═══ DATA PROVIDED ═══

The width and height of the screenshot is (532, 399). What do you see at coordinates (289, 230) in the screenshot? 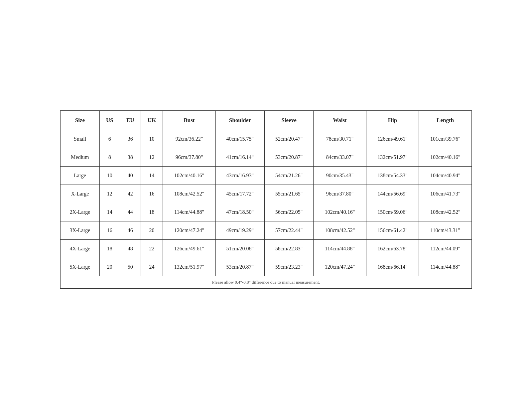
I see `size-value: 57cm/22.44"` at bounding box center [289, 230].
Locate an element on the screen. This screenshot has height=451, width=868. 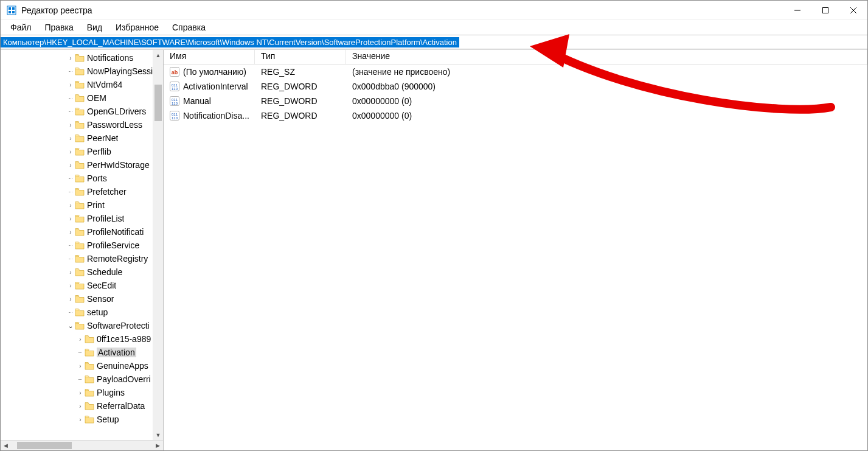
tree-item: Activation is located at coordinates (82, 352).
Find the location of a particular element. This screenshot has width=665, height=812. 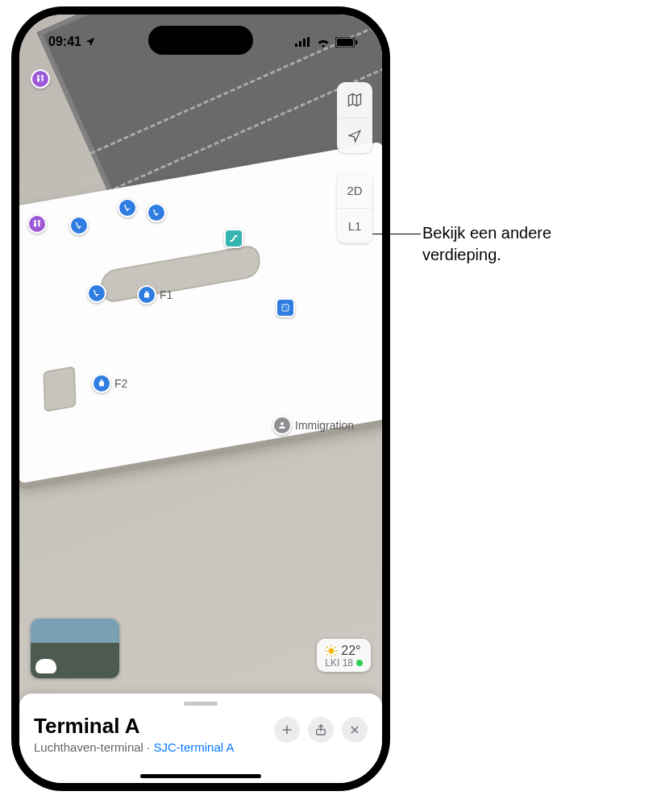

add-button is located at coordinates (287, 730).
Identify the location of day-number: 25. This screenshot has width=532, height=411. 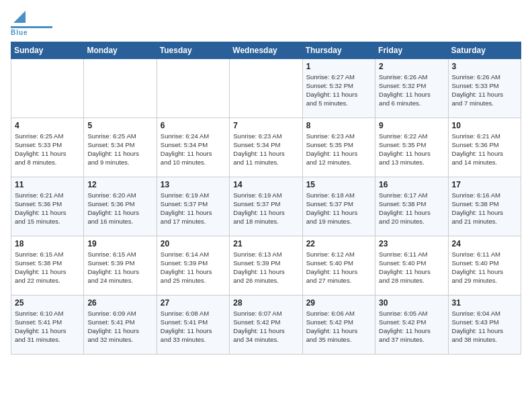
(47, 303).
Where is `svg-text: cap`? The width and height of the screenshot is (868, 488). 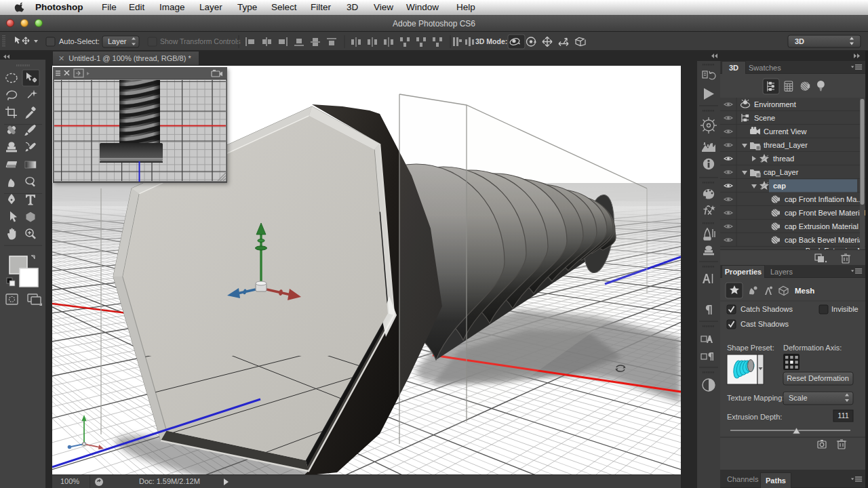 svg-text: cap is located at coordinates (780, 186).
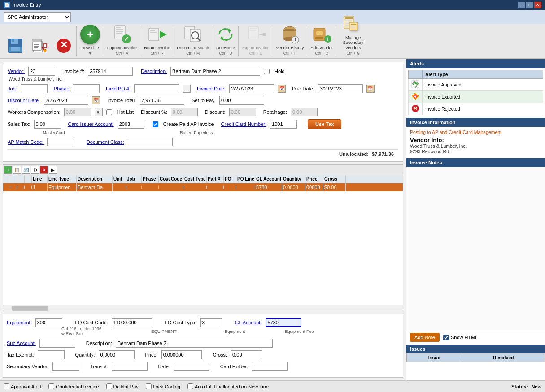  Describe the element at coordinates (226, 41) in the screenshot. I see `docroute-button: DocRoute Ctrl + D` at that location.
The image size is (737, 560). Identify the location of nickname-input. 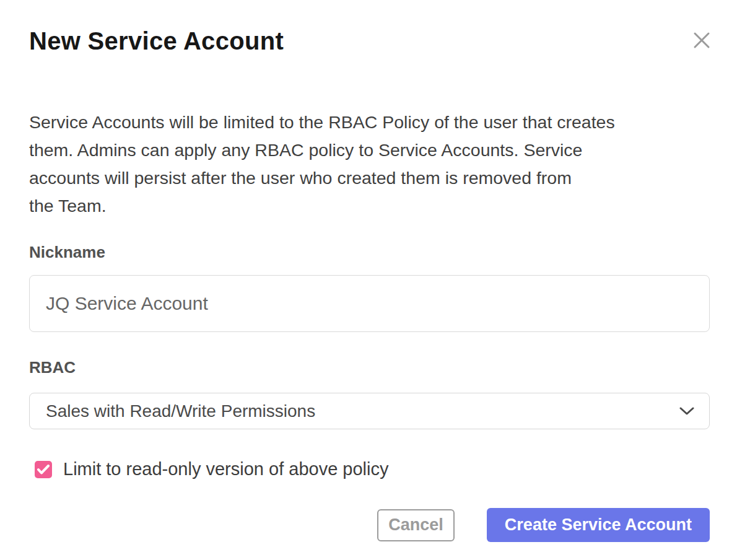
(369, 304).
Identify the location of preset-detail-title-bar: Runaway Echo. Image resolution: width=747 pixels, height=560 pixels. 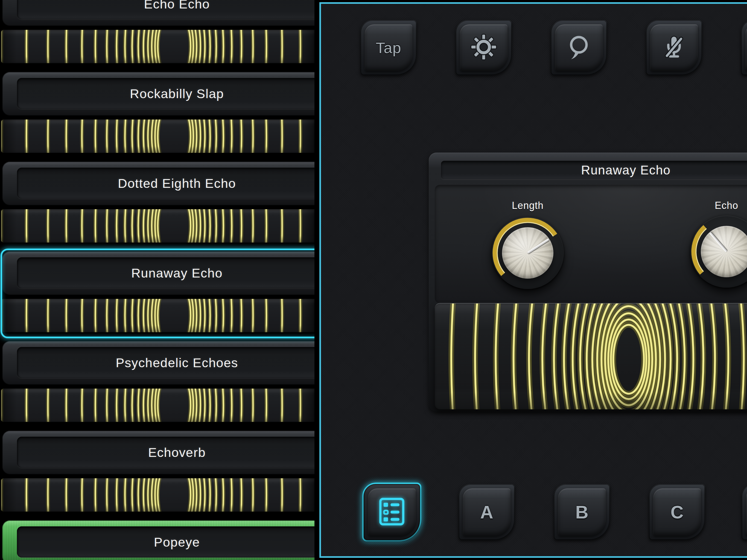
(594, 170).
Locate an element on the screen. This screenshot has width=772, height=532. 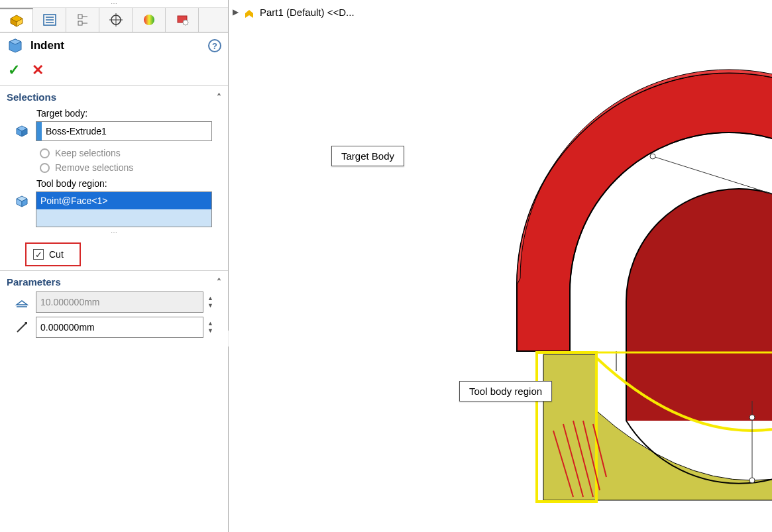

═══

» **YOUR INSTRUCTIONS**
Give back exactly the lines from the one containing "Identify the location of preset-detail-title-bar: Runaway" to the final line of the entries, both included, and no picture.

» **EXERCISE OUTPUT**
Identify the location of preset-detail-title-bar: Runaway Echo. Image resolution: width=747 pixels, height=560 pixels. 
(594, 170).
Locate an element on the screen. This screenshot has width=772, height=532. 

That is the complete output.